Timing of geological events in the circum-Pacific region

1977 ◽  
Vol 14 (4) ◽  
pp. 551-561 ◽  
Author(s):  
Tatsuro Matsumoto

Two aspects of the timing of geological events in the circum-Pacific area are treated here. First, the tectonic history is considered on the basis of regional correlation. The circum-Pacific belt has been mobile in various ways since the late Precambrian and orogeny proceeded poly-cyclically without showing stabilized termination in any cycle. A major evolutionary development with an adolescent stage in late Mesozoic times is recognized.Second, the timing of the late Mesozoic events is examined in more detail, using Japan as an example. Tectonic movements proceeded for long periods of time, with several intermittent impulses or stepwise accelerations of major or minor degree. Minor movements are compatible with the tectonic displacement at the time of earthquakes. Igneous activity, including emplacement of granitic bodies and some associated volcanism, was long-lasting, and episodic in space and time.


1980 ◽  
Vol 17 (12) ◽  
pp. 1708-1724 ◽  
Author(s):  
T. P. Poulton ◽  
P. S. Simony

The Hadrynian Horsethief Creek Group in the northernmost Purcell Mountains and adjacent Selkirk Mountains is subdivisible regionally into grit, slate, carbonate, and upper clastic divisions in upward succession. The grit division represents a submarine fan assemblage and the slate division hemipelagic muds probably deposited in intermediate depths. The carbonate division comprises an interval of discontinuous lenses representing "bahamian" carbonate bank and off-bank assemblages, and the upper clastic division is a heterogeneous clastic wedge, which shows some evidence of northerly and westerly increasing depositional depths. Feldspathic quartz pebble conglomerate beds intercalated with the carbonates in both bank and off-bank facies indicate tectonic activation of granitic source areas like those from which similar rocks in the upper part of the Miette Group of the Rocky Mountains were derived.The upper part of the slate division, which can be differentiated in western localities as a distinct semipelite–amphibolite unit, and the upper clastic division each expand in thickness northwestward to dominate the Horsethief Creek outcrops in the Selkirk Mountains. These thickness variations, the increase of amphibolite northward in the semipelite–amphibolite unit, and the loss of grit beds northward in the slate division suggest deposition in a depocentre that received coarse sediment from southerly and easterly directions, and that became the site of mafic igneous activity.



Tectonics ◽  
1984 ◽  
Vol 3 (6) ◽  
pp. 659-675 ◽  
Author(s):  
A. E. J. Engel ◽  
P. A. Schultejann


Antiquity ◽  
1993 ◽  
Vol 67 (255) ◽  
pp. 292-312 ◽  
Author(s):  
Geoff Bailey ◽  
Geoff King ◽  
Derek Sturdy

Tectonic movements – continuously re-moulding the surface of the earth over the inexorable activity of underlying plate motions – are rarely taken into account when assessing landscape change, except as an exotic hazard to human life or a temporary disruption in longer-term trends. Active tectonics also create and sustain landscapes that can be beneficial to human survival. The tectonic history of northwest Greece shows Palaeolithic sites located to take advantage of tectonically created features at both local and regional scales.





Tectonics ◽  
2016 ◽  
Vol 35 (3) ◽  
pp. 772-811 ◽  
Author(s):  
Mualla Cengiz Çinku ◽  
Z. Mümtaz Hisarli ◽  
Yücel Yılmaz ◽  
Beyza Ülker ◽  
Nurcan Kaya ◽  
...  


In his monograph of the Polychaeta in the Fauna of India series, Fauvel (1953) records about 450 species that are to be found in the waters around India but he believed that this number represented only about one-half of the total. Day’s recent work (Day 1967) dealing with the polychaete fauna of Southern Africa has listed about 750 species from this region. It seems probable that a similarly large number of polychaete species will be recorded eventually from the central West Pacific region since a large proportion of the species recorded from Southern Africa and around India are known to be distributed throughout the Indo-West Pacific area, extending from the Red Sea to Japan and Eastern Australia. In many of these species a circumtropical distribution is apparent. In view of the fact that the polychaete fauna of the central West Pacific region is still very incompletely known, the Royal Society Expedition to the Solomon Islands in 1965 offered a unique opportunity for obtaining material from this area. The bulk of the material collected by the author comes from the littoral zone of the coral reefs as well as from the sediments of the more sheltered shores. However, in conjunction with Dr D. R. Stoddart’s physiographic survey of the Marovo Lagoon complex in the eastern part of New Georgia, the author carried out a dredging survey, comprising about 40 stations in depths of less than 35 m, and many interesting shallow-water invertebrates were obtained.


» **WHAT IS BEING ASKED**
Copy exactly the lines of the material below that run from the one containing "The width and height of the screenshot is (709, 319)." through the one containing "What do you see at coordinates (285, 269)". Copy no other lines.
▬▬▬
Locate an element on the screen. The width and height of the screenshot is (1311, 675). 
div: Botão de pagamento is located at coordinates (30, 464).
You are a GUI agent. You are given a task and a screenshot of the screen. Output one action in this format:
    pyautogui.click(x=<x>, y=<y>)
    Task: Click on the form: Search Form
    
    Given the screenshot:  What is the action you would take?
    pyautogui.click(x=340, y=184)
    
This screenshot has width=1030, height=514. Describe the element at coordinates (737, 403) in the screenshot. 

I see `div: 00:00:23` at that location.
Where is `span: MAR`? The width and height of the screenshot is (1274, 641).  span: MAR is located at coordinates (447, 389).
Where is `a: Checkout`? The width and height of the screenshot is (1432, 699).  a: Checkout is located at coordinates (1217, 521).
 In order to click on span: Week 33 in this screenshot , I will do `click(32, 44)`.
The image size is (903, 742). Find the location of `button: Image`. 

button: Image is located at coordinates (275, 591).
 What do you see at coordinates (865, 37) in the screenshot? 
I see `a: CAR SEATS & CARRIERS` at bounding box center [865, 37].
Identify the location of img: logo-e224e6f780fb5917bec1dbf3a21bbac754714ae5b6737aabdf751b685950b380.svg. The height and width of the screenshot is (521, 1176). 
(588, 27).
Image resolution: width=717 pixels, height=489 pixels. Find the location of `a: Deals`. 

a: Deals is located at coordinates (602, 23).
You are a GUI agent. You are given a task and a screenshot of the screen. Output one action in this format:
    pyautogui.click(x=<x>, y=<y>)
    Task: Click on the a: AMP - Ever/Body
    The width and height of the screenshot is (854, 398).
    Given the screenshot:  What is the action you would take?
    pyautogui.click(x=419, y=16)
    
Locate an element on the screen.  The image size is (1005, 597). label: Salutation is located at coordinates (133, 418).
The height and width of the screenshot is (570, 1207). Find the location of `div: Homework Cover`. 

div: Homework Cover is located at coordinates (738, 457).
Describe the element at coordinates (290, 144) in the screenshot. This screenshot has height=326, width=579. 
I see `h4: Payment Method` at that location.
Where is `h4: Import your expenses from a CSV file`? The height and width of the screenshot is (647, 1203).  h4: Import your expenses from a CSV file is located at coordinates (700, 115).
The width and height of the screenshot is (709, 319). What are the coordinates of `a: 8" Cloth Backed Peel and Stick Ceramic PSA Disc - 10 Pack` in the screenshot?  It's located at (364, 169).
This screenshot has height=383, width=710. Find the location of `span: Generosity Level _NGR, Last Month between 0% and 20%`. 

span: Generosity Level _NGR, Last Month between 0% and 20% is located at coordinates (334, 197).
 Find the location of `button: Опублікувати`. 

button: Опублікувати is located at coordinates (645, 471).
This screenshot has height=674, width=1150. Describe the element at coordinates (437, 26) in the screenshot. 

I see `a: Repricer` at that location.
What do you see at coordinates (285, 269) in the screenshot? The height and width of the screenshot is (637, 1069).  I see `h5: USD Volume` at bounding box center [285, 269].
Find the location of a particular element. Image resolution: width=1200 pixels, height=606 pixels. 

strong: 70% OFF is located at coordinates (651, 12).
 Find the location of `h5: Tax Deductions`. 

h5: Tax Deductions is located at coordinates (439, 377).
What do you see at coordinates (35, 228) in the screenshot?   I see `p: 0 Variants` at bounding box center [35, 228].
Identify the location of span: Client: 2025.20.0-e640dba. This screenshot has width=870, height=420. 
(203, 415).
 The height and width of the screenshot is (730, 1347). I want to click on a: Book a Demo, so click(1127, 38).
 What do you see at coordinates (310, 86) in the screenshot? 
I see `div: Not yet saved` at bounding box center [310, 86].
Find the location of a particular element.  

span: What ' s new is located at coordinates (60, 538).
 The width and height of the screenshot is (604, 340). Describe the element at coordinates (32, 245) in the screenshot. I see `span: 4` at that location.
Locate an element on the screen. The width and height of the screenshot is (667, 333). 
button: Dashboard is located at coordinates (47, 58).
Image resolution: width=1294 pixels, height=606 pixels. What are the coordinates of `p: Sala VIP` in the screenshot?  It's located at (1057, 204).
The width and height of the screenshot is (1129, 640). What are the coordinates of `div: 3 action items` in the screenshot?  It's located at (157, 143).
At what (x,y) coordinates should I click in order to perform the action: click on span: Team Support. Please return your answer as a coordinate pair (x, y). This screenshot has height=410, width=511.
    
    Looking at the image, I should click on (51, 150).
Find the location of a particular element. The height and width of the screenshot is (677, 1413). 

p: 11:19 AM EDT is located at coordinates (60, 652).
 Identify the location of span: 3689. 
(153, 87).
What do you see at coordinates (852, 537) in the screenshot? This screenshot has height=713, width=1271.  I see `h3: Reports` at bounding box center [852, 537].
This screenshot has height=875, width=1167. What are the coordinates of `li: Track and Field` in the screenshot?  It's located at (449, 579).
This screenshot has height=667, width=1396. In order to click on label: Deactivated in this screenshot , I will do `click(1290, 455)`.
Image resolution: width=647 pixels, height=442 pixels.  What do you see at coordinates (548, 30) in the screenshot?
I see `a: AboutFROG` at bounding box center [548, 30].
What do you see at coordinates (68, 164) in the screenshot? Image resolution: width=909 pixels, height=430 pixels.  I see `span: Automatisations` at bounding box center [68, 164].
▬▬▬
» **ANSWER SECTION**
The width and height of the screenshot is (709, 319). What are the coordinates of `a: 8" Cloth Backed Peel and Stick Ceramic PSA Disc - 10 Pack` in the screenshot?  It's located at (364, 169).
This screenshot has height=383, width=710. Find the location of `span: Generosity Level _NGR, Last Month between 0% and 20%`. 

span: Generosity Level _NGR, Last Month between 0% and 20% is located at coordinates (334, 197).
 Find the location of `button: Опублікувати`. 

button: Опублікувати is located at coordinates (645, 471).
This screenshot has height=674, width=1150. Describe the element at coordinates (437, 26) in the screenshot. 

I see `a: Repricer` at that location.
What do you see at coordinates (285, 269) in the screenshot? The height and width of the screenshot is (637, 1069).  I see `h5: USD Volume` at bounding box center [285, 269].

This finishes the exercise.